Solyndra Scandal: The Silliest Talking Point of All

The Solyndra scandal involving the squandering a half a billion taxpayer dollars down a campaign supporter’s rathole, and then subordinating the taxpayer to another of said supporter’s interests in apparent violation of the Energy Policy Act, marches on. And as it does, so do the ramblings of Obama administration apologists sensing the danger posed, and their talking points are becoming increasingly confused.

But one distraction has proved persistent within the repertoire even as others get tried out. It is a new utilitarian “green” talking point, applied so far to the entire suite of folly, from electric cars to windmills, and thus deserves response. That is, we had to make bold moves on this front or face the prospect of falling behind China in the great [insert green boondoggle here] race.

Given that this does not seem to be going away any time soon, please consider the following about the alleged Yellow Peril.

Americans should be far more concerned about Belgium producing better beer, chocolate and Brussels sprouts than us than over the prospect of China developing a superior solar panel. It’s a solar panel. Not Flubber.

I understand that this can be difficult to keep in mind with all of the mysticism attached to anything labeled “green”. But the romantic folly is getting really expensive.

Solar electricity generation was first patented in 1888 and Music Men have sauntered into town ever since vowing revolutionary this and that and cost competitiveness juuust around the corner — it’s always been just around the corner, and always will be — and that they’ve finally fixed the bugs in the system such that it’s now viable…some of which bugs upon scrutiny are actually features (the sun, like the wind, is intermittent, that is, it isn’t an alternative to something that works when you need it, let alone all the time; and it is very diffuse, meaning it takes a lot of space to produce a little).

And so we’ve squandered scores of billions time and gain. Yes, billions. So much for “isn’t it time we began investing in…”

And, do not fear that they will leave us on the outside of their solar panel nirvana looking in, beholden to them. China is only making the things to sell them to us. Not cluttering their own energy system with solar.

If you don’t want to buy solar panels from China, don’t pass laws requiring us to use solar panels. Otherwise, you’re going to buy solar panels from China. Things that exist solely due to political divination, not for reasons of their economics or performance, are essentially commoditized. The low-cost producer will always win, and it will never be us.

China’s edge is in mass producing commodities. Not innovating. Similarly, anything like solar panels that require command-and-control policies to exist will always be something China beats us in. They’re communists.

Why not fetishize that which China is doing that actually drives its prosperity: going on a binge of building coal-fired, nuclear and hydroelectric production?

If Western political leaders abandon this vanity of pushing uneconomic energy sources into the economy because, well, we should be making and using them — despite there being many and very good reasons that we do not — the Chinese will immediately retool their industry to make something else.

Hopefully, it won’t be something else that only exists because Western politicians have concluded it should. But I’m realistic.

The more legitimate fear is not that we lose some mythical race to China but that we succeed in turning into the country Obama cited eight times as his model to examine if we want to know where he’s going: Spain. Oh, yeah…remember the European boogeyman previously invoked to convince you we simply must accept this absurd industrial policy? Whatever happened to that?

Well, after decade of tossing their own billions down this same kind of crony-populated ratholes, they lost their industry to China. Spain, Germany, Denmark and any other model Obama used to cite but no longer does is experiencing this. For reasons stated above. The key point is to note he no longer cites these European miracles. Now it’s suddenly China.

We do not know for sure that Solyndra will put an end to politicians’ profligate pouring of debt-financed wealth down this drain. But, in the event this proves out, the half billion it cost us will also prove to have been worth it. In the meantime, let’s educate Americans on Obamanomics, one ridiculous talking point at a time.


WORK REQUEST
Your copy should match the records exactly, except that no pictures appear in it.

(Entries from a visual dataset)
--------

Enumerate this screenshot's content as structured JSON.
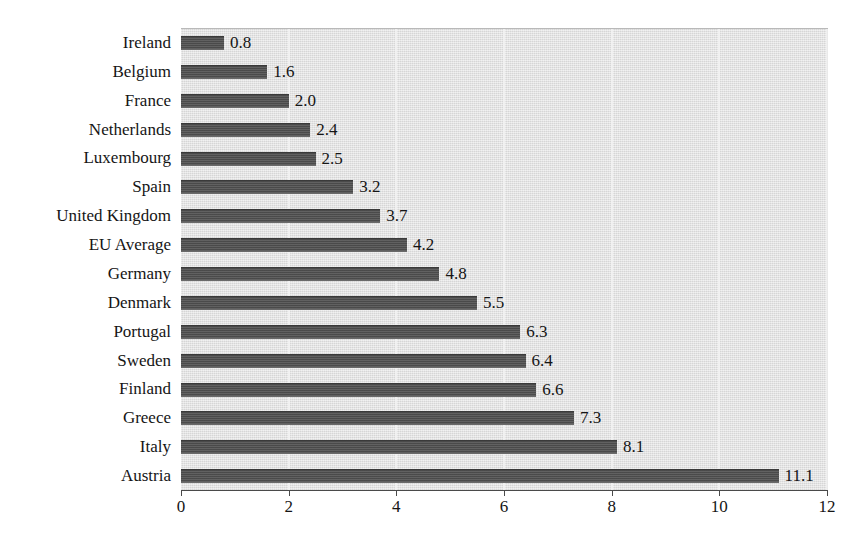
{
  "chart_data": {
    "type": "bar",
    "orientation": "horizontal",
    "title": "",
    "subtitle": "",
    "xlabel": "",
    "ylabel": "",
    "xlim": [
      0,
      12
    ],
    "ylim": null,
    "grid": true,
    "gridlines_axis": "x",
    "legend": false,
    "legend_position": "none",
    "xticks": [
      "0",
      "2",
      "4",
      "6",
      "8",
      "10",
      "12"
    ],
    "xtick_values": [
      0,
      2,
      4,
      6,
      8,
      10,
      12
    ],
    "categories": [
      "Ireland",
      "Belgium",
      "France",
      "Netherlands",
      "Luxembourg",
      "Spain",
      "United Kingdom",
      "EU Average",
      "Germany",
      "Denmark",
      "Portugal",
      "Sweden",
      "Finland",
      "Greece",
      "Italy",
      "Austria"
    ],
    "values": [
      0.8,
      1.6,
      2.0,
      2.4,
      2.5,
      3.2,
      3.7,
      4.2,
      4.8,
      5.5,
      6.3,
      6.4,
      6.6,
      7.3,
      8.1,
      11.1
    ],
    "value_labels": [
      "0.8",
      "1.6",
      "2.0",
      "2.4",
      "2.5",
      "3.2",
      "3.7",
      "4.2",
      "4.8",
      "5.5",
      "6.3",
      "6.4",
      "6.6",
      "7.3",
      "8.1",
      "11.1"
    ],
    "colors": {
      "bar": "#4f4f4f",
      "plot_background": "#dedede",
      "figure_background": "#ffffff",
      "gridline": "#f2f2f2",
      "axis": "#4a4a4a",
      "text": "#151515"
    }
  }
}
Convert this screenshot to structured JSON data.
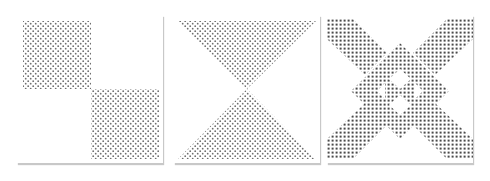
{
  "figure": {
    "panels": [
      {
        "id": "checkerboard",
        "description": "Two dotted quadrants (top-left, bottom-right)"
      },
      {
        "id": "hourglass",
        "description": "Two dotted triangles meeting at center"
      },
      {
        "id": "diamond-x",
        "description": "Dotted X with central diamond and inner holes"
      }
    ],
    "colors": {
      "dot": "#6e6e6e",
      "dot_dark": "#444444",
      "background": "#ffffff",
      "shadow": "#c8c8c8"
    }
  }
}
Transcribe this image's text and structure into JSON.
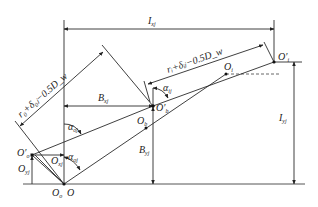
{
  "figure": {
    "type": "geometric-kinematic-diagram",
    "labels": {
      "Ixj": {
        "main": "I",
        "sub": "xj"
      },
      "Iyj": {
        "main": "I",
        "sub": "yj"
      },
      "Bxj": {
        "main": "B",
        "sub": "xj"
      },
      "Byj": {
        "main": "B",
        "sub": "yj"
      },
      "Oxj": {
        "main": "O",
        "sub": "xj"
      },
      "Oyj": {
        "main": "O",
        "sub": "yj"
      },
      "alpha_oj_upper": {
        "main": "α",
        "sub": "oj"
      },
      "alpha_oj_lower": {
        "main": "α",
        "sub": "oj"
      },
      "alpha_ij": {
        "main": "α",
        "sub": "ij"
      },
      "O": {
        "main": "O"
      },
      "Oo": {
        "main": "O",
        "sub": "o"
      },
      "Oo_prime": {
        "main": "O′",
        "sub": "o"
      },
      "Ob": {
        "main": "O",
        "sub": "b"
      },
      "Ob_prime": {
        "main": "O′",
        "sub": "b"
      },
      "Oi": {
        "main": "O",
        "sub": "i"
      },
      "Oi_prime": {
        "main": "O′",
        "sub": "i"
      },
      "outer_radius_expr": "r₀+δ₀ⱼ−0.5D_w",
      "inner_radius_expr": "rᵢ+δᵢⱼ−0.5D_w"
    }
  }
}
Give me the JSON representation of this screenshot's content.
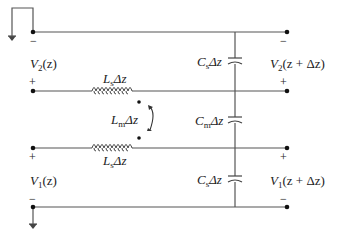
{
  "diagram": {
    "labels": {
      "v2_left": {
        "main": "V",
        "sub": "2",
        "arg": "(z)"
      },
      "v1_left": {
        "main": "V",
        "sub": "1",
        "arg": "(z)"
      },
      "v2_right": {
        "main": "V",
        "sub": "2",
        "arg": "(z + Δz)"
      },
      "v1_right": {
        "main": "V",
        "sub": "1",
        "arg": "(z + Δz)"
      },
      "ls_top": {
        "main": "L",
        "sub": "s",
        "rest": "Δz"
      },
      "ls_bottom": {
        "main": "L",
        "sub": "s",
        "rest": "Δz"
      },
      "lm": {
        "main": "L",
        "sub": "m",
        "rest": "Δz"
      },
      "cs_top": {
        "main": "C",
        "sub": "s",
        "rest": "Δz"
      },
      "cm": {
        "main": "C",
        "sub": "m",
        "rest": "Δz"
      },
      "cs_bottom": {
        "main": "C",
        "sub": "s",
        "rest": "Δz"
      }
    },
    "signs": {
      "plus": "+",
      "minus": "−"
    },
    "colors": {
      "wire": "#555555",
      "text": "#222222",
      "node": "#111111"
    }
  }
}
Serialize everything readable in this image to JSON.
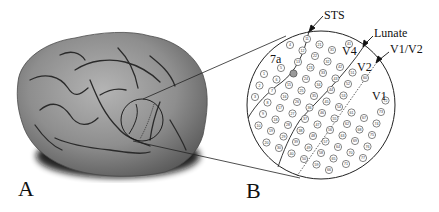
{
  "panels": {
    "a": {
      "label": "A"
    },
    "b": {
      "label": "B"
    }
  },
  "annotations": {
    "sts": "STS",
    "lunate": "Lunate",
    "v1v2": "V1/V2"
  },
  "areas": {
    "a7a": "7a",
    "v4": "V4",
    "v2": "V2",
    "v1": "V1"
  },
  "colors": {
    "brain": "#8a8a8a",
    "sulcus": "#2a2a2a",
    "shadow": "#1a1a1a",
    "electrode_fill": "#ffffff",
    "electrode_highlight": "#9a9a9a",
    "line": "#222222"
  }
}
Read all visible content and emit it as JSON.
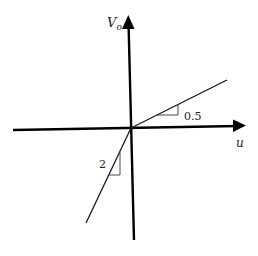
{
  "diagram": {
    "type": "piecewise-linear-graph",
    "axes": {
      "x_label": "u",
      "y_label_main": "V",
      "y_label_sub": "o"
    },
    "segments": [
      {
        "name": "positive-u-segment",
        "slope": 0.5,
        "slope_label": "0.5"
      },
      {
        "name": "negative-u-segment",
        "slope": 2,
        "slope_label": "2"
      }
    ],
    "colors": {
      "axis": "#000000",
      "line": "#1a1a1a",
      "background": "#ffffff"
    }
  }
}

--------

SOLUTION TO THIS EXERCISE
Enumerate this screenshot's content as structured JSON.
{
  "chart_data": {
    "type": "bar",
    "orientation": "horizontal",
    "title": "",
    "subtitle": "",
    "xlabel": "",
    "ylabel": "",
    "xlim": [
      0,
      12
    ],
    "ylim": null,
    "grid": true,
    "gridlines_axis": "x",
    "legend": false,
    "legend_position": "none",
    "xticks": [
      "0",
      "2",
      "4",
      "6",
      "8",
      "10",
      "12"
    ],
    "xtick_values": [
      0,
      2,
      4,
      6,
      8,
      10,
      12
    ],
    "categories": [
      "Ireland",
      "Belgium",
      "France",
      "Netherlands",
      "Luxembourg",
      "Spain",
      "United Kingdom",
      "EU Average",
      "Germany",
      "Denmark",
      "Portugal",
      "Sweden",
      "Finland",
      "Greece",
      "Italy",
      "Austria"
    ],
    "values": [
      0.8,
      1.6,
      2.0,
      2.4,
      2.5,
      3.2,
      3.7,
      4.2,
      4.8,
      5.5,
      6.3,
      6.4,
      6.6,
      7.3,
      8.1,
      11.1
    ],
    "value_labels": [
      "0.8",
      "1.6",
      "2.0",
      "2.4",
      "2.5",
      "3.2",
      "3.7",
      "4.2",
      "4.8",
      "5.5",
      "6.3",
      "6.4",
      "6.6",
      "7.3",
      "8.1",
      "11.1"
    ],
    "colors": {
      "bar": "#4f4f4f",
      "plot_background": "#dedede",
      "figure_background": "#ffffff",
      "gridline": "#f2f2f2",
      "axis": "#4a4a4a",
      "text": "#151515"
    }
  }
}
Convert this screenshot to structured JSON data.
{
  "figure": {
    "panels": [
      {
        "id": "checkerboard",
        "description": "Two dotted quadrants (top-left, bottom-right)"
      },
      {
        "id": "hourglass",
        "description": "Two dotted triangles meeting at center"
      },
      {
        "id": "diamond-x",
        "description": "Dotted X with central diamond and inner holes"
      }
    ],
    "colors": {
      "dot": "#6e6e6e",
      "dot_dark": "#444444",
      "background": "#ffffff",
      "shadow": "#c8c8c8"
    }
  }
}
Transcribe this image's text and structure into JSON.
{
  "figure": {
    "type": "geometric-kinematic-diagram",
    "labels": {
      "Ixj": {
        "main": "I",
        "sub": "xj"
      },
      "Iyj": {
        "main": "I",
        "sub": "yj"
      },
      "Bxj": {
        "main": "B",
        "sub": "xj"
      },
      "Byj": {
        "main": "B",
        "sub": "yj"
      },
      "Oxj": {
        "main": "O",
        "sub": "xj"
      },
      "Oyj": {
        "main": "O",
        "sub": "yj"
      },
      "alpha_oj_upper": {
        "main": "α",
        "sub": "oj"
      },
      "alpha_oj_lower": {
        "main": "α",
        "sub": "oj"
      },
      "alpha_ij": {
        "main": "α",
        "sub": "ij"
      },
      "O": {
        "main": "O"
      },
      "Oo": {
        "main": "O",
        "sub": "o"
      },
      "Oo_prime": {
        "main": "O′",
        "sub": "o"
      },
      "Ob": {
        "main": "O",
        "sub": "b"
      },
      "Ob_prime": {
        "main": "O′",
        "sub": "b"
      },
      "Oi": {
        "main": "O",
        "sub": "i"
      },
      "Oi_prime": {
        "main": "O′",
        "sub": "i"
      },
      "outer_radius_expr": "r₀+δ₀ⱼ−0.5D_w",
      "inner_radius_expr": "rᵢ+δᵢⱼ−0.5D_w"
    }
  }
}
Give me the JSON representation of this screenshot's content.
{
  "diagram": {
    "labels": {
      "v2_left": {
        "main": "V",
        "sub": "2",
        "arg": "(z)"
      },
      "v1_left": {
        "main": "V",
        "sub": "1",
        "arg": "(z)"
      },
      "v2_right": {
        "main": "V",
        "sub": "2",
        "arg": "(z + Δz)"
      },
      "v1_right": {
        "main": "V",
        "sub": "1",
        "arg": "(z + Δz)"
      },
      "ls_top": {
        "main": "L",
        "sub": "s",
        "rest": "Δz"
      },
      "ls_bottom": {
        "main": "L",
        "sub": "s",
        "rest": "Δz"
      },
      "lm": {
        "main": "L",
        "sub": "m",
        "rest": "Δz"
      },
      "cs_top": {
        "main": "C",
        "sub": "s",
        "rest": "Δz"
      },
      "cm": {
        "main": "C",
        "sub": "m",
        "rest": "Δz"
      },
      "cs_bottom": {
        "main": "C",
        "sub": "s",
        "rest": "Δz"
      }
    },
    "signs": {
      "plus": "+",
      "minus": "−"
    },
    "colors": {
      "wire": "#555555",
      "text": "#222222",
      "node": "#111111"
    }
  }
}
Serialize everything readable in this image to JSON.
{
  "panels": {
    "a": {
      "label": "A"
    },
    "b": {
      "label": "B"
    }
  },
  "annotations": {
    "sts": "STS",
    "lunate": "Lunate",
    "v1v2": "V1/V2"
  },
  "areas": {
    "a7a": "7a",
    "v4": "V4",
    "v2": "V2",
    "v1": "V1"
  },
  "colors": {
    "brain": "#8a8a8a",
    "sulcus": "#2a2a2a",
    "shadow": "#1a1a1a",
    "electrode_fill": "#ffffff",
    "electrode_highlight": "#9a9a9a",
    "line": "#222222"
  }
}
Read all visible content and emit it as JSON.
{
  "diagram": {
    "type": "piecewise-linear-graph",
    "axes": {
      "x_label": "u",
      "y_label_main": "V",
      "y_label_sub": "o"
    },
    "segments": [
      {
        "name": "positive-u-segment",
        "slope": 0.5,
        "slope_label": "0.5"
      },
      {
        "name": "negative-u-segment",
        "slope": 2,
        "slope_label": "2"
      }
    ],
    "colors": {
      "axis": "#000000",
      "line": "#1a1a1a",
      "background": "#ffffff"
    }
  }
}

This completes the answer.